HTTP/2 is slowly becoming more and more widespread, and as it does, confusion gets to spread with it.

Recently a colleague at work asked why they were getting lowercase header names from their local development web server.

After a few hours of digging, it turns out that:

  1. This developer had recently upgraded their machine to Windows 10
  2. Windows 10 ships with IIS 10
  3. IIS 10 adds support for HTTP/2

HTTP/2 uses HPACK header compression (RFC 7541). Without getting into all the details, there are a few important points regarding headers:

  • HTTP/2 headers are typically sent over the wire either zero or one times. They can be sent more times, but as far as I know, this is unusual.
  • Common headers are defined in a static table (see RFC 7541 Appendix A), which is hardcoded into HTTP/2 servers and clients. For these headers, the header names are never transmitted. Instead, an index into this table is transmitted.
    • The HTTP method, path, status code, authority and scheme are now considered headers. Traditionally, this was a special first line of the request or response (e.g. GET /path/to/file HTTP/1.1 or HTTP/1.1 200 OK).
  • Other headers, including custom headers, can go into a first-in-first-out table. Whilst they remain in this dynamic table, the header names are not sent over the wire.

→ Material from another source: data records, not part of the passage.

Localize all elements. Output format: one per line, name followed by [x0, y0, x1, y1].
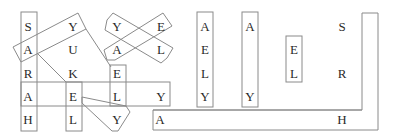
grid-letter: L: [197, 65, 213, 83]
grid-letter: H: [334, 111, 350, 129]
grid-letter: A: [20, 41, 36, 59]
word-search-puzzle: SARAHYUKELYAELYELYAAELYAYELSRH: [0, 0, 398, 136]
grid-letter: E: [109, 65, 125, 83]
grid-letter: R: [334, 65, 350, 83]
grid-letter: L: [286, 65, 302, 83]
grid-letter: Y: [153, 88, 169, 106]
grid-letter: Y: [65, 18, 81, 36]
grid-letter: A: [242, 18, 258, 36]
grid-letter: E: [65, 88, 81, 106]
grid-letter: U: [65, 41, 81, 59]
grid-letter: L: [65, 111, 81, 129]
grid-letter: Y: [109, 111, 125, 129]
grid-letter: L: [109, 88, 125, 106]
grid-letter: H: [20, 111, 36, 129]
grid-letter: S: [20, 18, 36, 36]
grid-letter: K: [65, 65, 81, 83]
grid-letter: Y: [109, 18, 125, 36]
grid-letter: E: [286, 41, 302, 59]
outline-ake-diagonal: [37, 53, 66, 82]
grid-letter: A: [197, 18, 213, 36]
grid-letter: A: [152, 111, 168, 129]
grid-letter: Y: [242, 88, 258, 106]
grid-letter: S: [334, 18, 350, 36]
grid-letter: E: [153, 18, 169, 36]
grid-letter: E: [197, 41, 213, 59]
outline-row-aely: [21, 82, 170, 106]
grid-letter: Y: [197, 88, 213, 106]
grid-letter: A: [109, 41, 125, 59]
grid-letter: L: [153, 41, 169, 59]
grid-letter: R: [20, 65, 36, 83]
grid-letter: A: [20, 88, 36, 106]
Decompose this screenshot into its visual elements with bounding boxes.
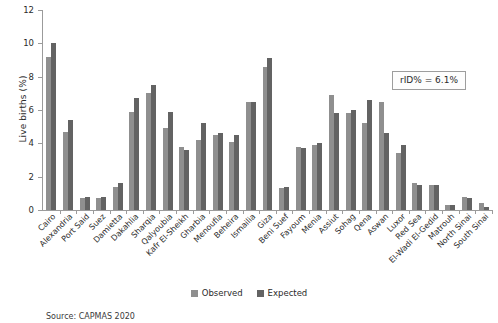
bar-group	[462, 10, 472, 210]
bar-group	[63, 10, 73, 210]
bar-expected	[351, 110, 356, 210]
bar-group	[229, 10, 239, 210]
bar-expected	[450, 205, 455, 210]
bar-group	[329, 10, 339, 210]
bar-group	[312, 10, 322, 210]
bar-expected	[434, 185, 439, 210]
y-tick-label: 4	[10, 138, 34, 148]
bar-group	[163, 10, 173, 210]
y-tick-mark	[38, 43, 42, 44]
bar-expected	[467, 198, 472, 210]
y-tick-label: 12	[10, 5, 34, 15]
bar-group	[46, 10, 56, 210]
bar-expected	[85, 197, 90, 210]
bar-group	[412, 10, 422, 210]
bar-expected	[251, 102, 256, 210]
legend-label: Expected	[268, 288, 308, 298]
bar-expected	[184, 150, 189, 210]
bar-expected	[484, 207, 489, 210]
bar-expected	[301, 148, 306, 210]
y-tick-mark	[38, 143, 42, 144]
bar-expected	[51, 43, 56, 210]
bar-expected	[334, 113, 339, 210]
bar-group	[396, 10, 406, 210]
bar-expected	[168, 112, 173, 210]
bar-group	[263, 10, 273, 210]
y-tick-mark	[38, 177, 42, 178]
legend-swatch	[257, 290, 264, 297]
chart-figure: Live births (%) 024681012 CairoAlexandri…	[0, 0, 498, 323]
bar-group	[346, 10, 356, 210]
bar-group	[246, 10, 256, 210]
bar-group	[129, 10, 139, 210]
plot-area: 024681012	[42, 10, 492, 210]
bar-group	[179, 10, 189, 210]
bar-expected	[101, 197, 106, 210]
bar-group	[96, 10, 106, 210]
bar-expected	[68, 120, 73, 210]
bar-group	[362, 10, 372, 210]
bar-expected	[417, 185, 422, 210]
bar-expected	[367, 100, 372, 210]
bar-group	[279, 10, 289, 210]
legend-swatch	[191, 290, 198, 297]
legend-label: Observed	[202, 288, 243, 298]
bar-group	[445, 10, 455, 210]
legend-item: Expected	[257, 288, 308, 298]
bar-group	[429, 10, 439, 210]
bar-expected	[234, 135, 239, 210]
y-tick-mark	[38, 210, 42, 211]
bar-group	[146, 10, 156, 210]
y-tick-label: 2	[10, 172, 34, 182]
bar-expected	[151, 85, 156, 210]
y-tick-label: 10	[10, 38, 34, 48]
chart-legend: ObservedExpected	[0, 288, 498, 298]
bar-group	[196, 10, 206, 210]
y-tick-mark	[38, 10, 42, 11]
bar-group	[296, 10, 306, 210]
rid-annotation-box: rID% = 6.1%	[392, 71, 466, 90]
bar-expected	[384, 133, 389, 210]
y-tick-label: 6	[10, 105, 34, 115]
bar-expected	[118, 183, 123, 210]
bar-group	[80, 10, 90, 210]
bar-group	[113, 10, 123, 210]
y-tick-label: 0	[10, 205, 34, 215]
bar-expected	[284, 187, 289, 210]
bar-expected	[401, 145, 406, 210]
y-tick-mark	[38, 77, 42, 78]
legend-item: Observed	[191, 288, 243, 298]
bar-group	[213, 10, 223, 210]
bar-group	[379, 10, 389, 210]
bar-expected	[267, 58, 272, 210]
bar-expected	[134, 98, 139, 210]
source-caption: Source: CAPMAS 2020	[46, 312, 135, 321]
bar-expected	[317, 143, 322, 210]
y-tick-mark	[38, 110, 42, 111]
bar-expected	[218, 133, 223, 210]
bar-groups	[43, 10, 492, 210]
y-tick-label: 8	[10, 72, 34, 82]
bar-group	[479, 10, 489, 210]
bar-expected	[201, 123, 206, 210]
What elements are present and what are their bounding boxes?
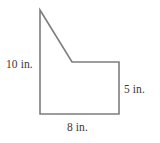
composite-polygon-outline [40, 10, 119, 114]
dimension-label-left-side: 10 in. [6, 58, 33, 71]
geometry-figure-panel: 10 in. 5 in. 8 in. [0, 0, 160, 143]
dimension-label-right-side: 5 in. [124, 83, 145, 96]
dimension-label-bottom-side: 8 in. [67, 121, 88, 134]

Instead, an index into this table is transmitted.

With regards to the headers defined in the static table, these are defined in the specification as being in lowercase.

Furthermore, the HTTP/2 specification (RFC 7540) states:

Just as in HTTP/1.x, header field names are strings of ASCII characters that are compared in a case-insensitive fashion. However, header field names MUST be converted to lowercase prior to their encoding in HTTP/2. A request or response containing uppercase header field names MUST be treated as malformed -- RFC 7540, Hypertext Transfer Protocol Version 2 (HTTP/2), Section 8.1.2

So with the rollout of HTTP/2, all headers are now being converted to lowercase.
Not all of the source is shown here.